Shows the structure of any BigQuery table, including column names, data types, and metadata.
Run a SELECT against INFORMATION_SCHEMA.COLUMNS
. It returns one row per column with name, type, nullability, default, and description. No UI clicks needed.
Every dataset exposes a virtual view that stores column metadata. Query it like a normal table, filtering by table_name
to narrow results.
SELECT column_name, data_type FROM `acme_ecom.analytics.INFORMATION_SCHEMA.COLUMNS` WHERE table_name = 'Customers';
Use bq show --schema --format=prettyjson project:dataset.table
. The command returns a JSON array you can parse with jq
or pipe into scripts.
CLI output integrates neatly with CI/CD pipelines, documentation generators, and migration checks without needing a BigQuery session.
Yes. Join INFORMATION_SCHEMA.COLUMNS
with __TABLES_SUMMARY__
to correlate structure and size in one query.
WITH row_counts AS (SELECT table_name, row_count FROM `region-us`.acme_ecom.__TABLES_SUMMARY__ )SELECT c.table_name, c.column_name, c.data_type, r.row_countFROM `acme_ecom.analytics.INFORMATION_SCHEMA.COLUMNS` AS cLEFT JOIN row_counts AS r USING(table_name)ORDER BY c.table_name, c.ordinal_position;
Always reference the correct region (e.g., region-us
). Store reusable queries in Galaxy Collections so team members avoid copy-paste errors.
Missing backticks: Omitting backticks around fully-qualified names triggers unqualified identifier errors. Quote every layer: `project.dataset.table`
.
Wrong region: The default INFORMATION_SCHEMA may return no rows for regional datasets. Prefix with the dataset region, such as region-us
.
Yes. Remove the WHERE table_name = 'X'
filter to list columns for every table, then order by table_name
.
It does if descriptions are set. They appear in the description
column, making it easy to audit documentation coverage.
No. INFORMATION_SCHEMA queries read metadata, not table data, so they complete instantly and incur no query charges.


§ **WORK INSTRUCTIONS**
When you reach the line holding "Locate footwear using" in the material below, return that line and each one after it, word for word, with the pictures dropped.

§ **AVAILABLE DATA**

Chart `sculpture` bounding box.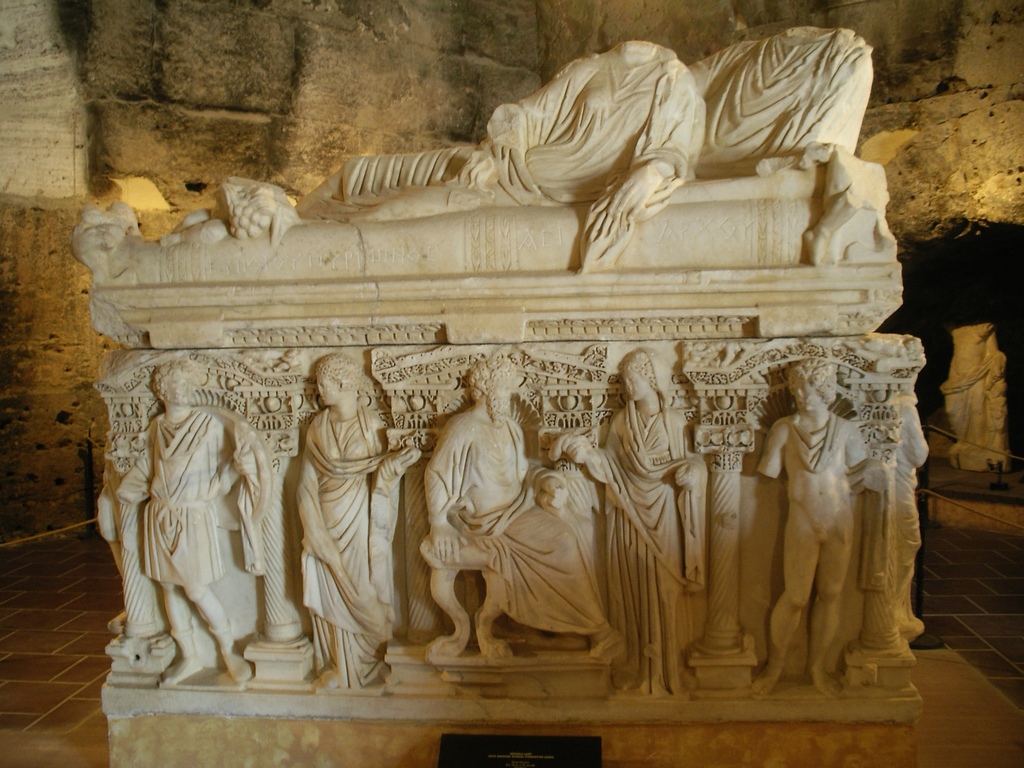
Charted: Rect(115, 352, 274, 688).
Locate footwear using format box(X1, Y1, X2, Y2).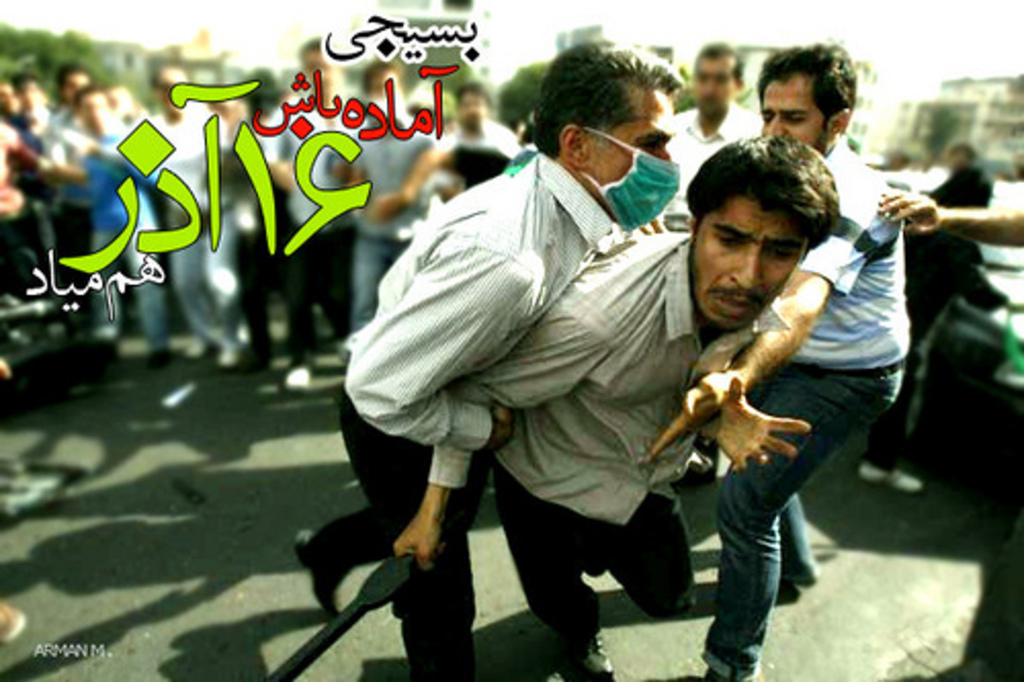
box(545, 623, 618, 680).
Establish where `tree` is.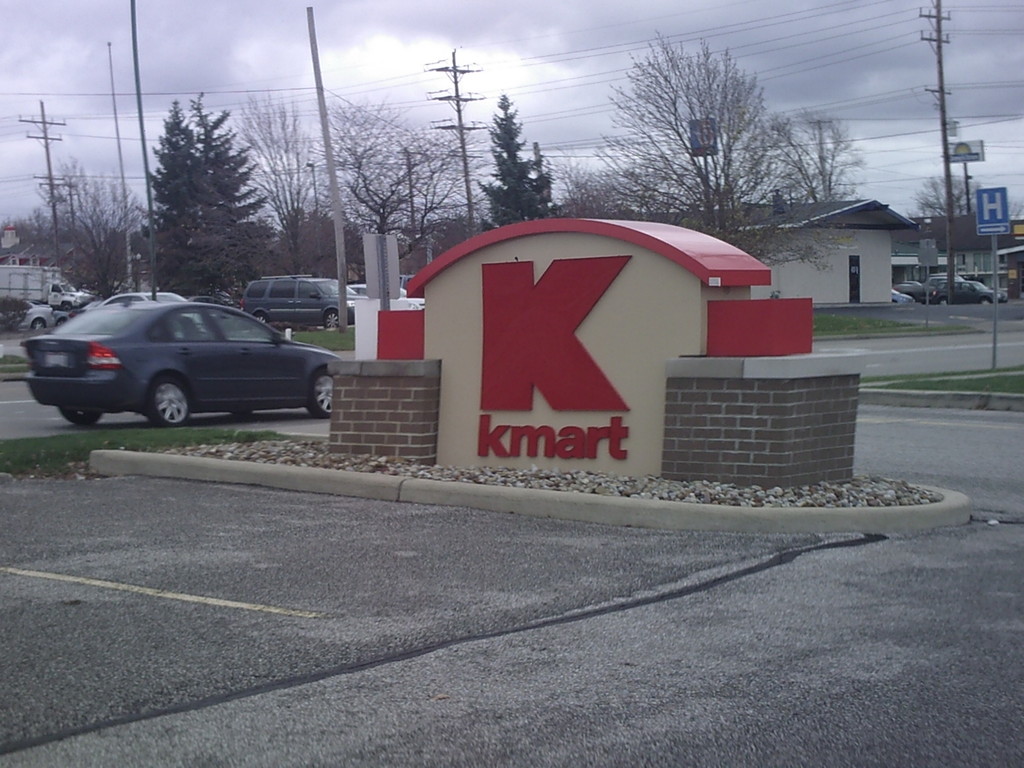
Established at pyautogui.locateOnScreen(227, 90, 321, 272).
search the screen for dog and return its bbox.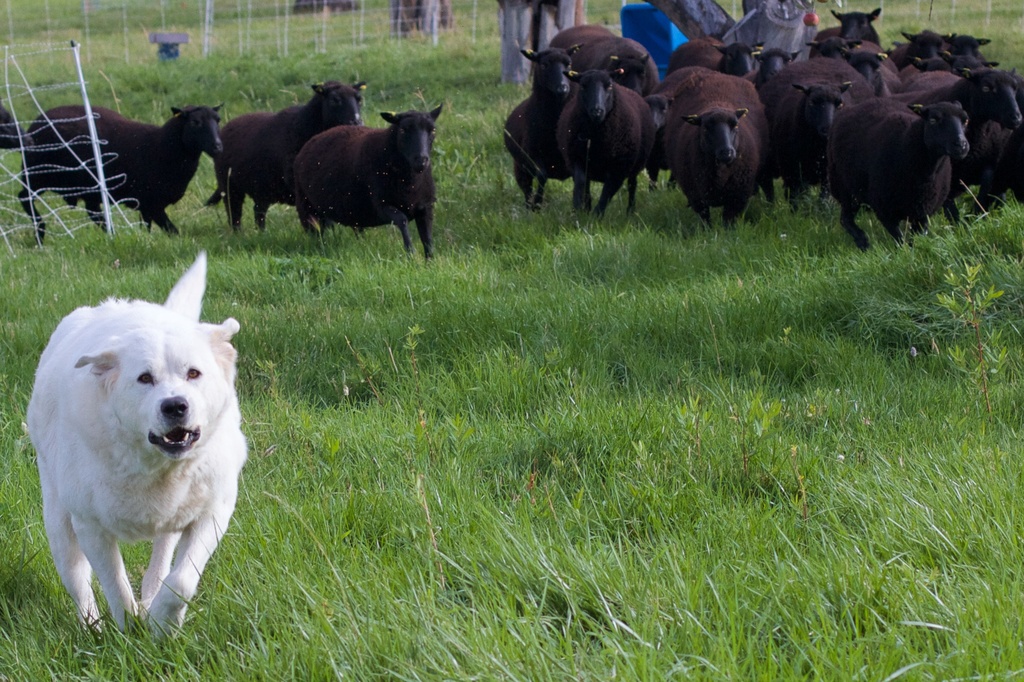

§ **EXPECTED OUTPUT**
Locate footwear using format box(X1, Y1, X2, Y2).
box(545, 623, 618, 680).
Establish where `tree` is.
Established at pyautogui.locateOnScreen(227, 90, 321, 272).
search the screen for dog and return its bbox.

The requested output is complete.